Stored data entries:
• • • •

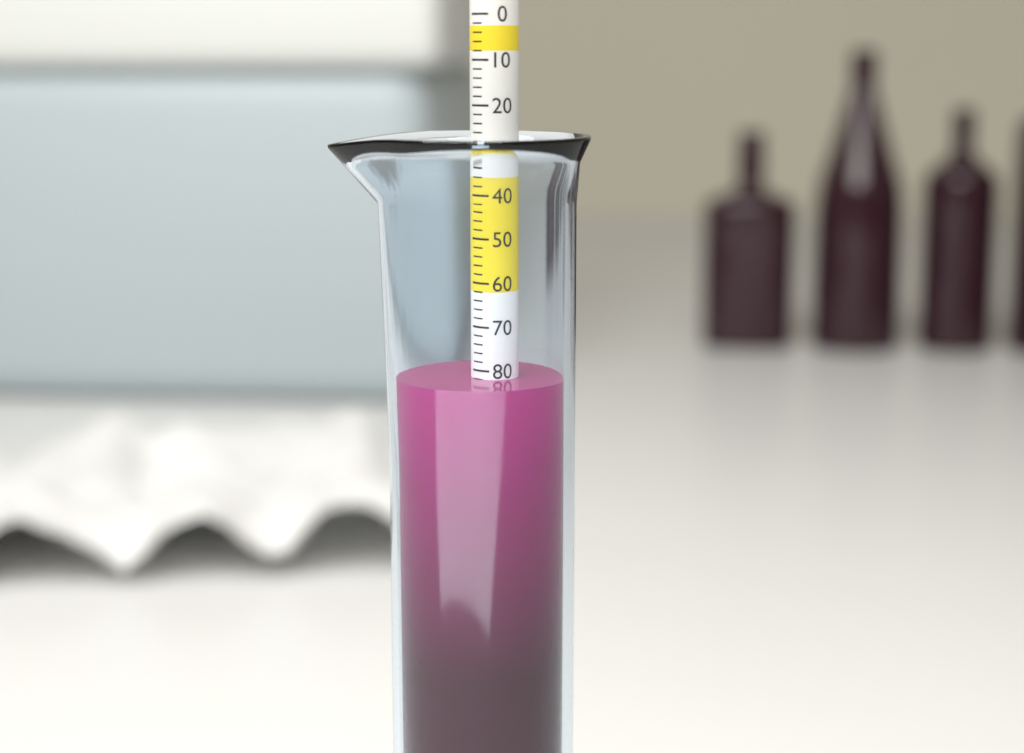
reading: 82 (no unit)
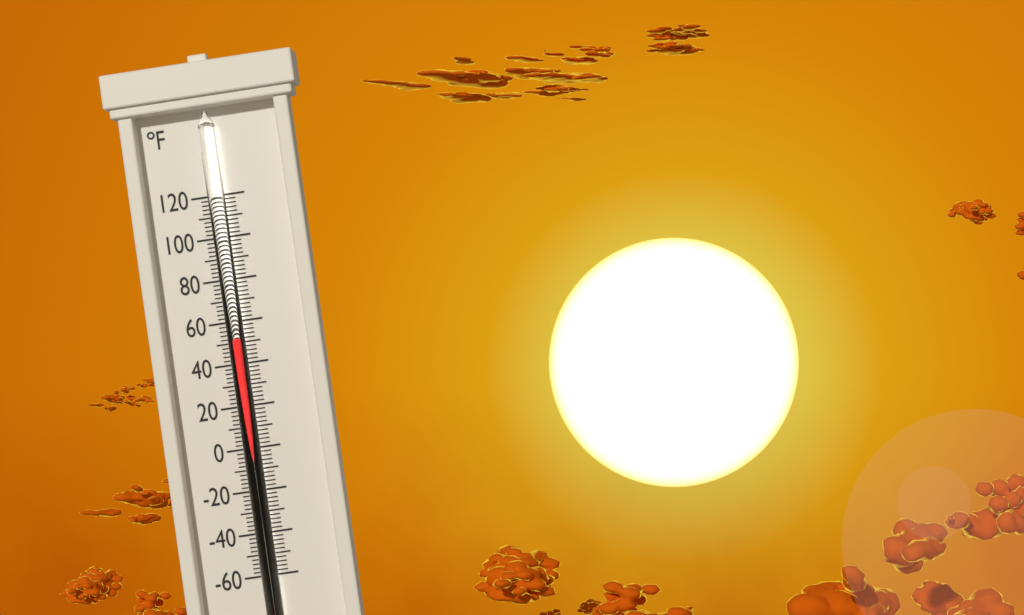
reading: 52 °F
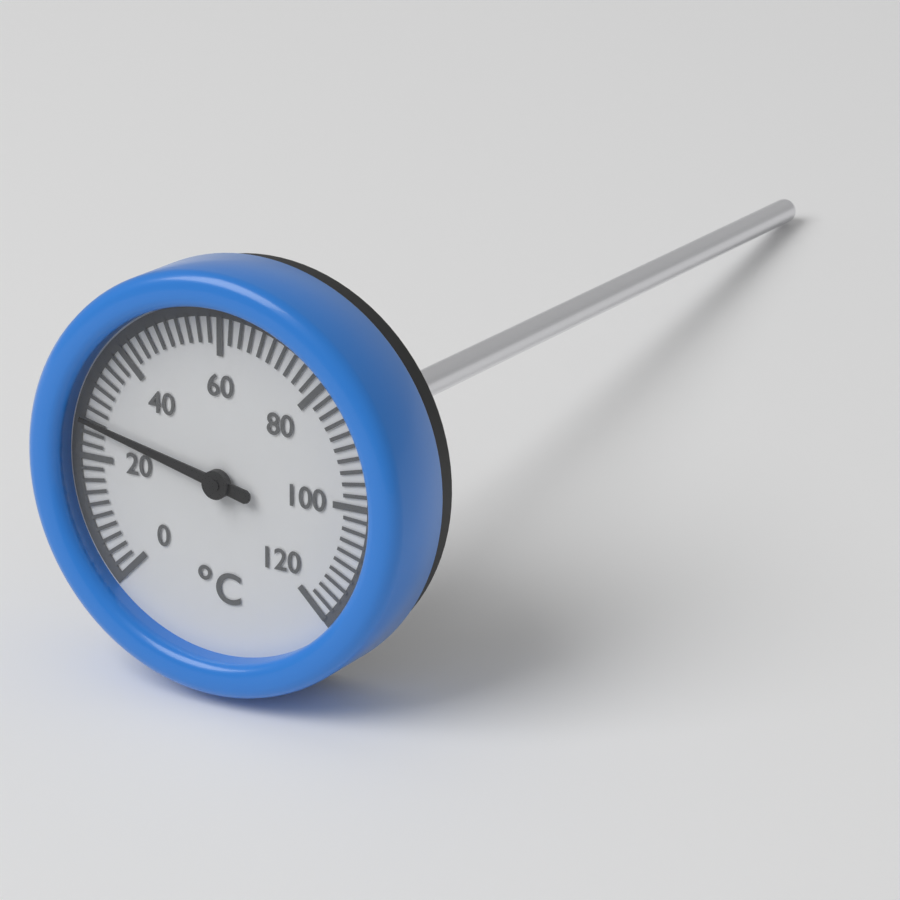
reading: 26 °C
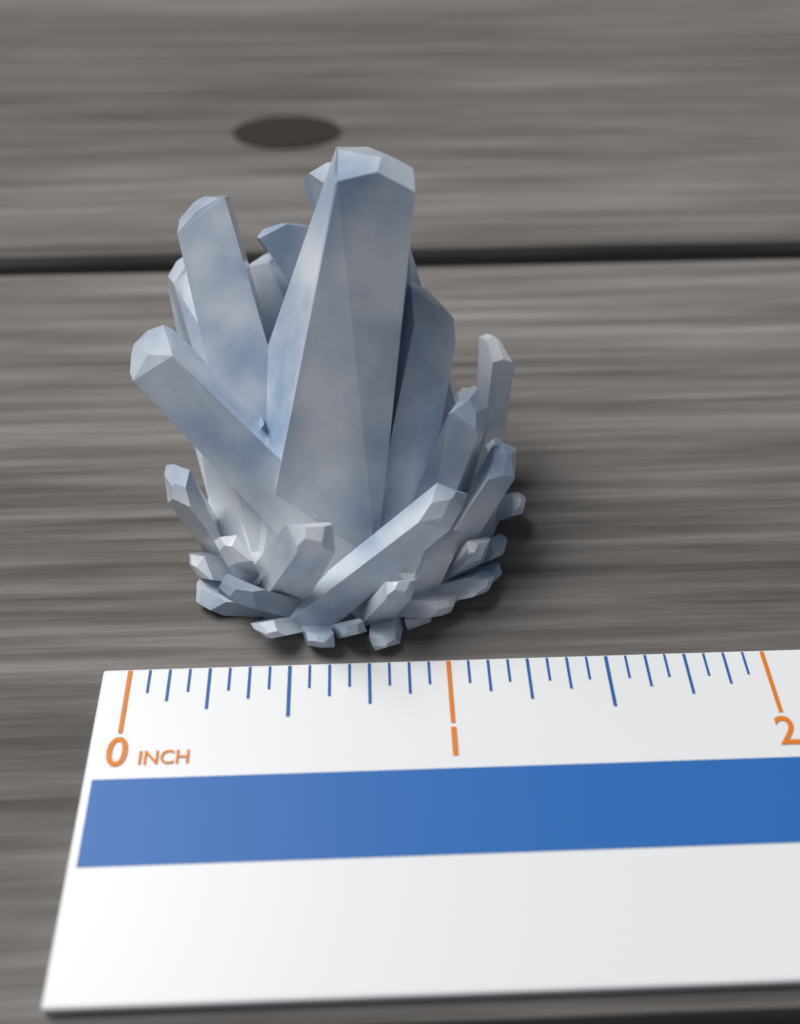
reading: 1.3125 in
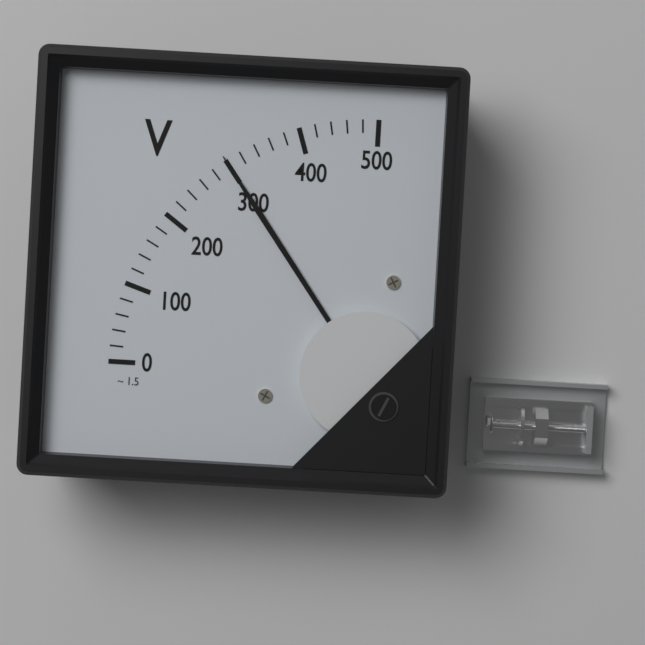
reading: 300 V
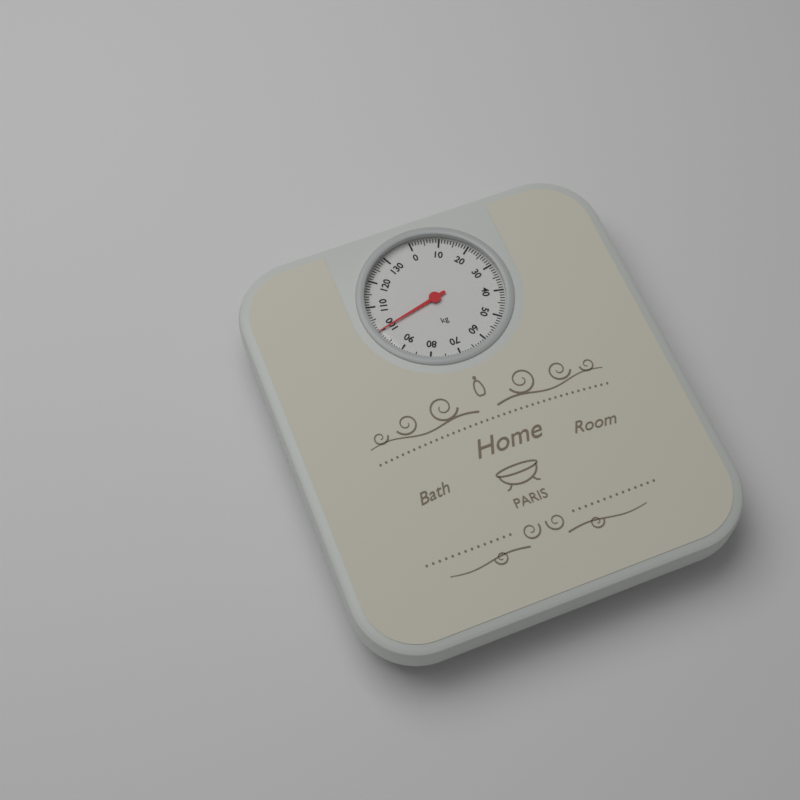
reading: 100 kg
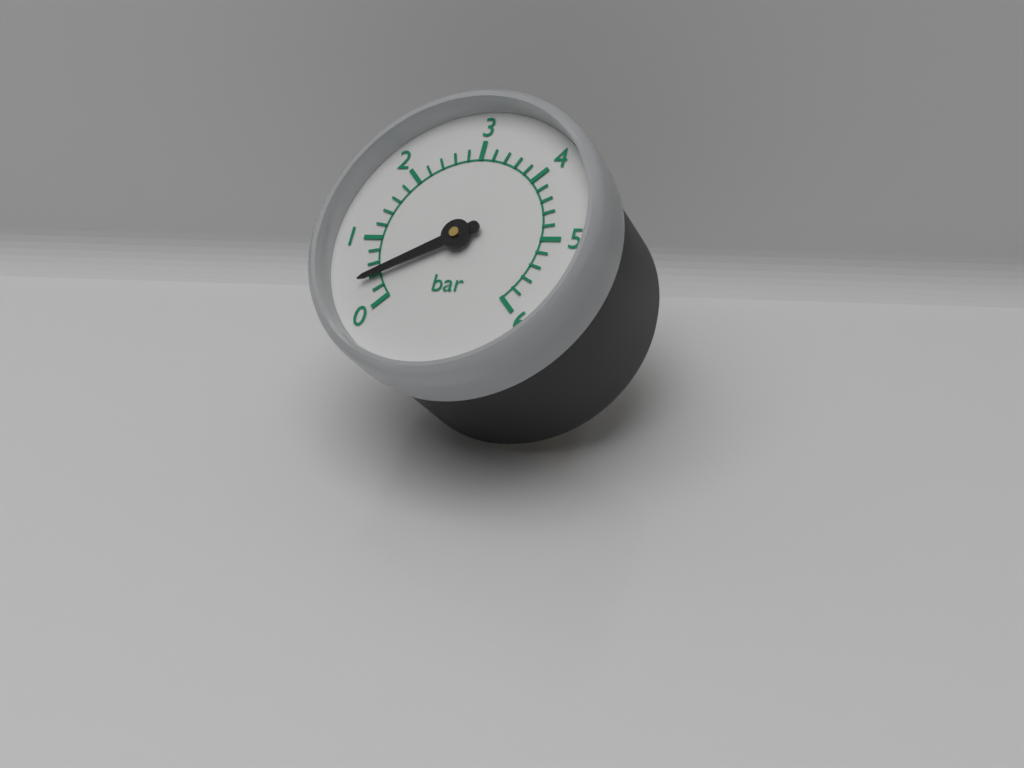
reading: 0.4 bar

• • • •

_WHAT IS NEEDED_: Repeat exactly the lines above, from the line containing "reading: 52 °F" through the last line of the records, inclusive; omit any pictures.

_RESULT BELOW_:
reading: 52 °F
reading: 26 °C
reading: 1.3125 in
reading: 300 V
reading: 100 kg
reading: 0.4 bar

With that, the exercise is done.